The next morning, still nothing from Javier. Bean stared at the glass, willing Javier to suddenly materialize. Every time the phone rang Bean pounced on it, expecting it to be him with some kind of explanation. ‘I don’t understand,’ she said to Allegra. ‘Why hasn’t he just called to say what’s going on?’

Bean moved through the day feeling like a robot. Tears threatening to fall any minute to spoil the illusion of calm. She walked home, talking to herself the whole time.
Like a crazy woman
, she thought.
I’ve become one of those crazy women
. Finally, at midnight, when she had resigned herself to sleep, her mobile rang, vibrating heavily on the side table. ‘Where are you?’ she cried, ‘What’s happened?’ Breath returned to her body. To hear his voice meant everything was going to be OK. Things would return to being as they were.

‘There was an accident,’ Javier said, sounding different; muffled and far away. ‘It’s OK, I’m all right. Nothing happened to me. A miracle really.’

Javier, driving home from the Lakes, had found himself on the side of the M6, sideswiped by an Asda delivery truck, his golden Vauxhall smashed like a Pringle’s potato crisp, his body intact and untouched.

‘I didn’t see my life flashing before me,’ he told Bean. ‘Nothing like that. I only thought if I died, my wife has no other husband, my children have no other father.’

‘What are you telling me?’

‘I told Renatta everything when I got home. I showed her your pictures and letters. I told her how much I loved you. She threw me out of the house and screamed, and oh my God, the children. Rosie, she’s old enough to understand these things. She said, “Daddy I don’t want you to move into another house.” It was awful. It’s been two days of torture. I begged Renatta to listen, to understand. And we talked. We talked like we haven’t talked in fifteen years.

‘Mi alma?

‘She wants to give me another chance. I have to give my family another chance. Have I let you down? Tell me, have I let you down?’

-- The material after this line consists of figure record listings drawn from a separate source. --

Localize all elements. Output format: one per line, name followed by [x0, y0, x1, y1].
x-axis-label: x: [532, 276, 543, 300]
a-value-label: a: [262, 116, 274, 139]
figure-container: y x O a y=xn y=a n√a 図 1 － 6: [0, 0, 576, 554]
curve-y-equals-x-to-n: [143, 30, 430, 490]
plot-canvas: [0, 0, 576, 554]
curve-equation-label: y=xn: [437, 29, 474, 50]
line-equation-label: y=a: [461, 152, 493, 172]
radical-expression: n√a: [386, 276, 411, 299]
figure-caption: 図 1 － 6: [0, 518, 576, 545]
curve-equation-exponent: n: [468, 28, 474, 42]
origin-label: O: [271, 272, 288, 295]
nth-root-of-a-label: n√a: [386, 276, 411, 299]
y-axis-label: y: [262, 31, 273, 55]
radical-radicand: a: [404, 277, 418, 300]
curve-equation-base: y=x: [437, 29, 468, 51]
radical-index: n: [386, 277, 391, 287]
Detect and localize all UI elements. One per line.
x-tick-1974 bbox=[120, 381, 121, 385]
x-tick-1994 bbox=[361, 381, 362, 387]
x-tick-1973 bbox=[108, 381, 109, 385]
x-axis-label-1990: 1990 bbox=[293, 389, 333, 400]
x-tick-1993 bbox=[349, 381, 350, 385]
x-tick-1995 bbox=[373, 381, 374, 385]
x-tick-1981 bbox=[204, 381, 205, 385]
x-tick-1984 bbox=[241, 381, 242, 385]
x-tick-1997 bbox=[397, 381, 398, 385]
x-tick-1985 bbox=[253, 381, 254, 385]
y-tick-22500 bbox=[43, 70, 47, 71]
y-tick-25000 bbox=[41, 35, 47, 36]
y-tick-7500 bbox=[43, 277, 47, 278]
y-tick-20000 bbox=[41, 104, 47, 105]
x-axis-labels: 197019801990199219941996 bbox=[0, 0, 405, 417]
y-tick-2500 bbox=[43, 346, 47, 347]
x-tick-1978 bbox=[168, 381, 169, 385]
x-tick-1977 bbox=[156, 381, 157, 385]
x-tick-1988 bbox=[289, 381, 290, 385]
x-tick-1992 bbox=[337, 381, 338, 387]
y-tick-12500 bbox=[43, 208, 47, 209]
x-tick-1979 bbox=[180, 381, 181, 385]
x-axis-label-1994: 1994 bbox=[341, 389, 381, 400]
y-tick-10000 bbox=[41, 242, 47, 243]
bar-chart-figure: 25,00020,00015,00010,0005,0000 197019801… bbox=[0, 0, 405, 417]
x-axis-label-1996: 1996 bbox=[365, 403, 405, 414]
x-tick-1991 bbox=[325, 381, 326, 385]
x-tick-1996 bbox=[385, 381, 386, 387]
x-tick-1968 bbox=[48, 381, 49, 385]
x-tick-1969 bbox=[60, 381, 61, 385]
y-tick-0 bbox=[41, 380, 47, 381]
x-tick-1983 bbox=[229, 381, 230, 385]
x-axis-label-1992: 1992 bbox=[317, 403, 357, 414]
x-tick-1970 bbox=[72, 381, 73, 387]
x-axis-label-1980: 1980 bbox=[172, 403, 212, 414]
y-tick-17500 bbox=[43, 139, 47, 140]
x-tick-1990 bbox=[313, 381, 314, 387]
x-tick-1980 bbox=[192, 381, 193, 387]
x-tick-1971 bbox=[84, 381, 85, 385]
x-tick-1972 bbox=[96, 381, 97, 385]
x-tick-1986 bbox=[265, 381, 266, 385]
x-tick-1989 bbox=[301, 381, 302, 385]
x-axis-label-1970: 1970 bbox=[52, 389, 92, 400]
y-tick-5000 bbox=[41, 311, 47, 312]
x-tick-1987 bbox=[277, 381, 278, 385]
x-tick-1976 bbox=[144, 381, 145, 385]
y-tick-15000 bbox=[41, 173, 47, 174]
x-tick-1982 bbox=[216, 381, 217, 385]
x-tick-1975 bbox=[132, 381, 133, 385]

Bean pictured Javier crying and pleading, saying he didn’t know what had come over him. It was something to do with the middle of his life, something to do with the way Bean appeared before him on a roof with flamingos. It was such an easy thing to fall into. There had been so much beauty. He was terrified by having it, and not having it. Javier, weeping all the sadness out. Bean knew how his head bent when he wept, how the sadness curved out of him and settled in your fingers. Because Javier knew how to let go of things. Bean didn’t.

‘You have to do what you think is right,’ Bean said. Of course, it was betrayal, but Bean wasn’t going to say it. She wasn’t going to say,
This is what happens when you give yourself away, when you had no business giving. Do you know how I feel right now? Like I’ve been abandoned, left to stand by myself in the darkest corner of the room
.

‘She knows I’m talking to you now. I have to tell her everything, otherwise it will never work with us again. I don’t know what to do. I’m so confused. I feel like every action I make, every time I open my mouth, I’m hurting someone. She said I could call to explain everything, but we leave for Spain tomorrow for a few weeks, maybe more. To try and work things out. I think about you every day.’

Bean wondered at it all. How a man, who couldn’t get through the day without her, had suddenly set himself free. How a woman, who knew her husband had loved and touched another woman could even dream of taking him back.
Isn’t it a tainted thing?
She wanted to ask.
How can you possibly build on something so shattered?